News
- Climate
Canada’s Crawford Lake could mark the beginning of the Anthropocene
The mud of a Canadian lake holds an extremely precise record of humans’ influence on Earth. But the Anthropocene isn’t an official geologic epoch yet.
- Materials Science
This ‘thermal cloak’ keeps spaces from getting either too hot or cold
A new thermal fabric prototype could help keep cars, buildings and other spaces a comfortable temperature during heat waves while reducing CO₂ emissions.
By Skyler Ware - Humans
Lauren Schroeder looks beyond natural selection to rethink human evolution
Paleoanthropologists studying the fossil record have long focused on natural selection, but other processes play a big role too.
By Anna Gibbs - Ecosystems
This seagrass is taking over the Chesapeake Bay. That’s good and bad news
Higher water temperatures are wiping out eelgrass in the Chesapeake Bay and weedy widgeongrass is expanding.

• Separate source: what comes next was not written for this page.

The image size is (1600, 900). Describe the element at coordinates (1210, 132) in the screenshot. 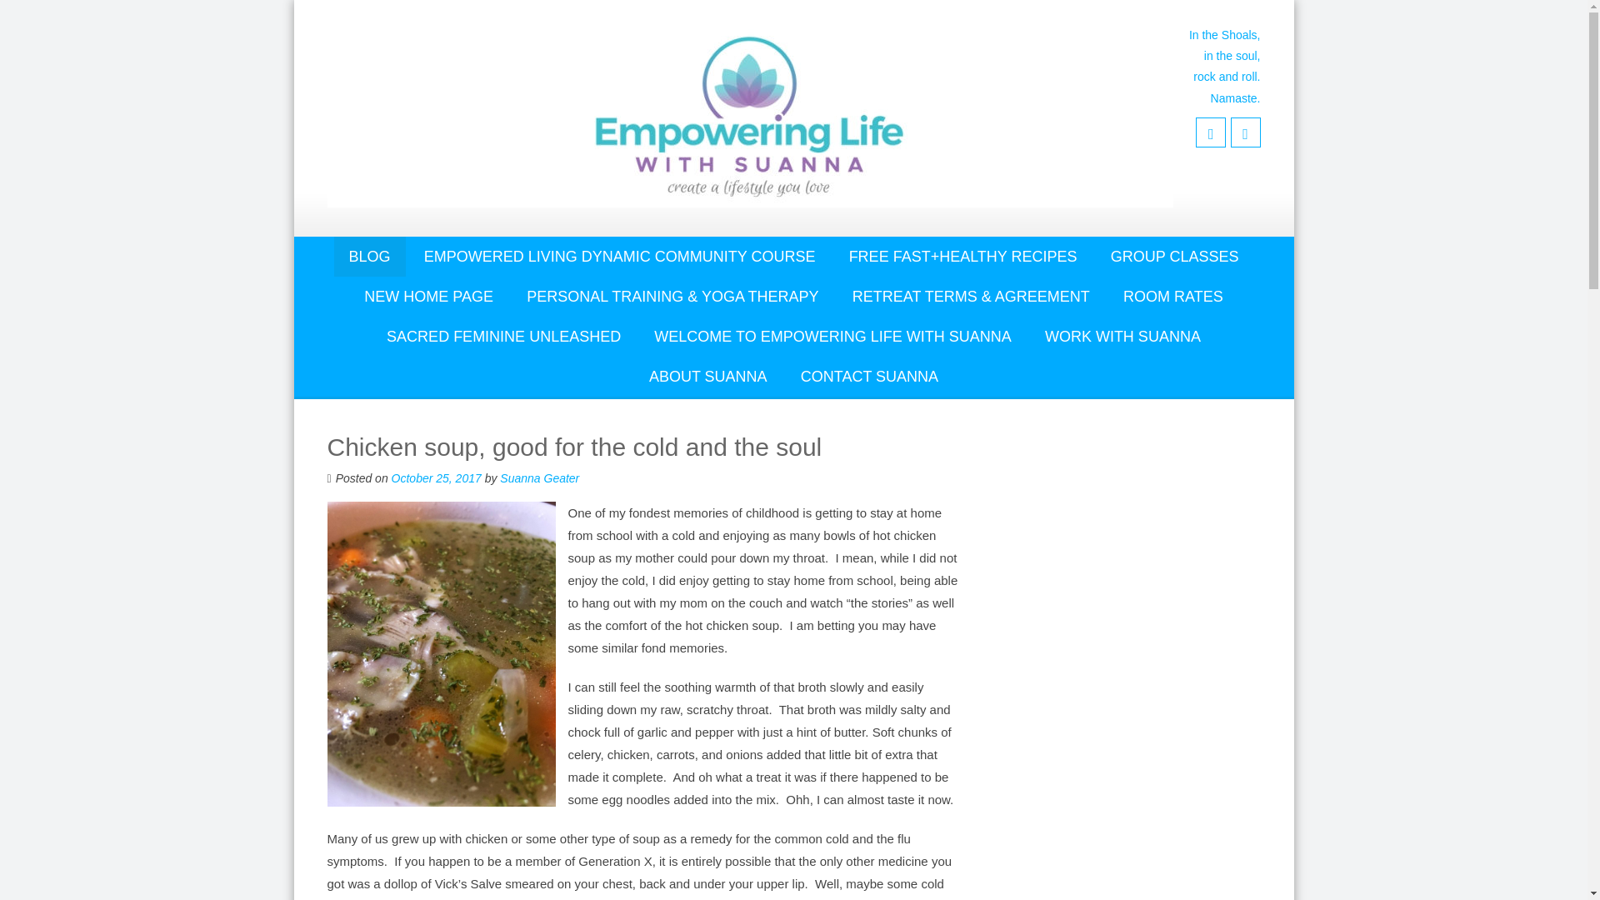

Here’s why that seagrass change matters.
By John Carey - Paleontology
This ancient, Lovecraftian apex predator chased and pierced soft prey
Half a billion years ago, Anomalocaris canadensis probably used its bizarre headgear to reach out and snag soft prey with its spiky clutches.
By Nikk Ogasa - Chemistry
Tear-resistant rubbery materials could pave the way for tougher tires
Adding easy-to-break molecular connectors surprisingly makes materials harder to tear and could one day reduce microplastic pollution from car tires.
By Skyler Ware - Physics
Electrons are extremely round, a new measurement confirms
The near-perfect roundness deepens the mystery behind how the universe came to be filled with matter as opposed to antimatter.
- Life
Rats sense the wind with antennae-like whiskers above their eyes
Long, thin whiskers above rats’ eyes appear to sense faint air movement, which may be helpful for detecting moving threats in dark, narrow corridors.
By Jake Buehler - Science & Society
California’s long-standing affirmative action ban hints at what’s to come
Alternative race-neutral polices to affirmative action have fallen short in encouraging diversity in California schools, research shows.
By Sujata Gupta - Animals
These researchers are reimagining animal behavior through a feminist lens
Ambika Kamath and Melina Packer are working to overturn biased, outdated views in biology.
- Life
A 407-million-year-old plant’s leaves skipped the usual Fibonacci spirals
Most land plants living today have spiral patterns involving the famous Fibonacci sequence of numbers. But an extinct, ancient plant did not.
By Skyler Ware - Life
In Australia, mosquitoes and possums may spread a flesh-eating disease
Field surveys show that genetically identical bacteria responsible for a skin disease called Buruli ulcer appear in mosquitos, possums and people.